I slept in until 8am; the usual town activities and chores left me lacking on quality rest. The expectations of a town stop are inverted — you expect rest and recovery, but business leaves you occupied, occasionally frantic, and ultimately tired. That is, if you intend to leave town within a reasonable time (about a day). As I left my sheltered bunker room, it started raining — not hard, but the kind that’s perpetual and wetting.
🗓️ Date | June 17th |
⇢ Mileage | 21.4 |
📍 Trip Mileage | 1151.2 |
⛅️ Weather | Rain to sleet to snow in the morning, afternoon flurries, cleared into Copper, clear evening |
🏞️ Trail Conditions | Clear below 10,000 feet; snow covered above 11,000 feet |
Climbing up into the Tenmile Range, the rain soon turned to sleet, which turned to big snow flurries. The storm snowed almost two to three inches at higher elevation. Postholing was every other step for some five or six miles today.
Dang and Knuckles caught me, unsurprisingly, about 10 miles into my day. We have hit it off already, and we rolled over Searle Pass bound for Copper Mountain Resort.
Dang is a tall, lanky kid from Napa adding the CDT to his collection. Similar to myself, he has the PCT under his belt. Knuckles is a tall French gear designer and fabricator with quite a few European long distance hikes under his belt. He came abroad to see a more rugged wilderness, one without the abundant ski villages found in the Pyrenees.

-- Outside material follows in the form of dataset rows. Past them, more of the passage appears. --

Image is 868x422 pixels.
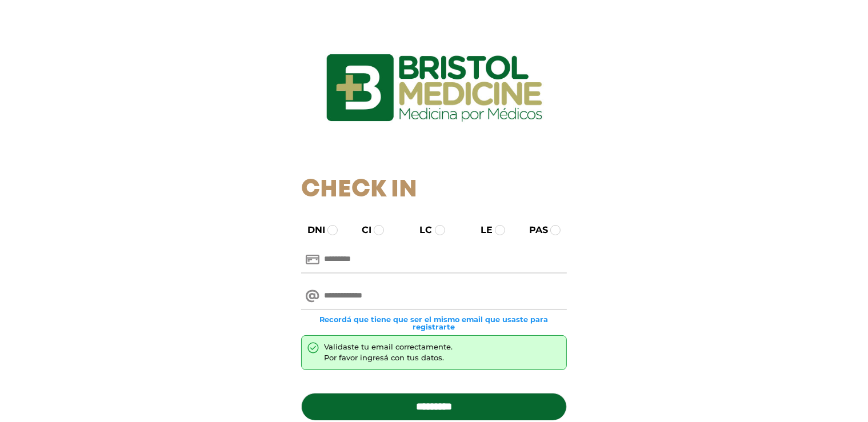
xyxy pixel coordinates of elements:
[280,14,589,162] img: logo_ingresarbristol.jpg
[519,223,548,237] label: PAS
[301,176,567,204] h1: Check In
[410,223,433,237] label: LC
[297,223,325,237] label: DNI
[301,315,567,331] small: Recordá que tiene que ser el mismo email que usaste para registrarte
[351,223,371,237] label: CI
[470,223,492,237] label: LE
[324,342,453,364] div: Validaste tu email correctamente. Por favor ingresá con tus datos.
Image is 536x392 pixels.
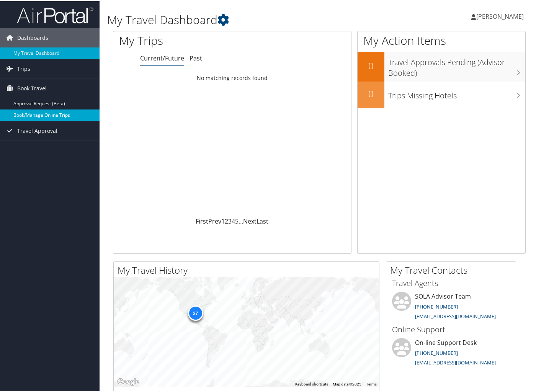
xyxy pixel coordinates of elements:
span: Dashboards [17,27,48,46]
h2: 0 [357,58,384,71]
span: [PERSON_NAME] [476,11,523,19]
a: 1 [221,216,225,224]
img: airportal-logo.png [17,5,93,23]
span: Travel Approval [17,120,58,139]
h1: My Trips [119,32,246,47]
h3: Online Support [392,323,510,334]
a: 5 [235,216,239,224]
img: Google [116,376,141,386]
h3: Travel Approvals Pending (Advisor Booked) [388,52,525,77]
span: Map data ©2025 [333,381,362,385]
a: Open this area in Google Maps (opens a new window) [116,376,141,386]
a: Current/Future [140,53,184,61]
h3: Trips Missing Hotels [388,85,525,100]
li: SOLA Advisor Team [388,290,514,322]
span: … [239,216,243,224]
a: [EMAIL_ADDRESS][DOMAIN_NAME] [415,358,496,365]
span: Book Travel [17,77,47,97]
td: No matching records found [113,70,351,84]
h2: My Travel History [117,263,379,276]
a: Prev [208,216,221,224]
a: 4 [232,216,235,224]
h1: My Action Items [357,32,525,47]
a: [PHONE_NUMBER] [415,302,458,309]
h3: Travel Agents [392,276,510,287]
a: 0Trips Missing Hotels [357,80,525,107]
a: Terms (opens in new tab) [366,381,377,385]
h1: My Travel Dashboard [107,11,390,27]
a: [PHONE_NUMBER] [415,348,458,355]
a: 2 [225,216,228,224]
h2: My Travel Contacts [390,263,516,276]
a: Last [257,216,268,224]
a: Next [243,216,257,224]
a: Past [189,53,202,61]
div: 27 [187,304,203,320]
a: [EMAIL_ADDRESS][DOMAIN_NAME] [415,311,496,318]
li: On-line Support Desk [388,337,514,368]
a: 0Travel Approvals Pending (Advisor Booked) [357,51,525,80]
h2: 0 [357,86,384,99]
span: Trips [17,58,30,77]
button: Keyboard shortcuts [295,380,328,386]
a: 3 [228,216,232,224]
a: [PERSON_NAME] [471,4,531,27]
a: First [196,216,208,224]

We rolled in Copper to a large barbecue festival. We lunched on burgers at the tavern at the resort and grabbed Starbucks before heading out for a few more miles
Camp arrived quickly at 7pm. We cooked, ate, and hit the hay. The objective is to try for resupply at Silverthorne in a few days via a hitch from Highway 70. It’s not a typical hitching and resupply point for many hikers, but I’m sure it’ll do.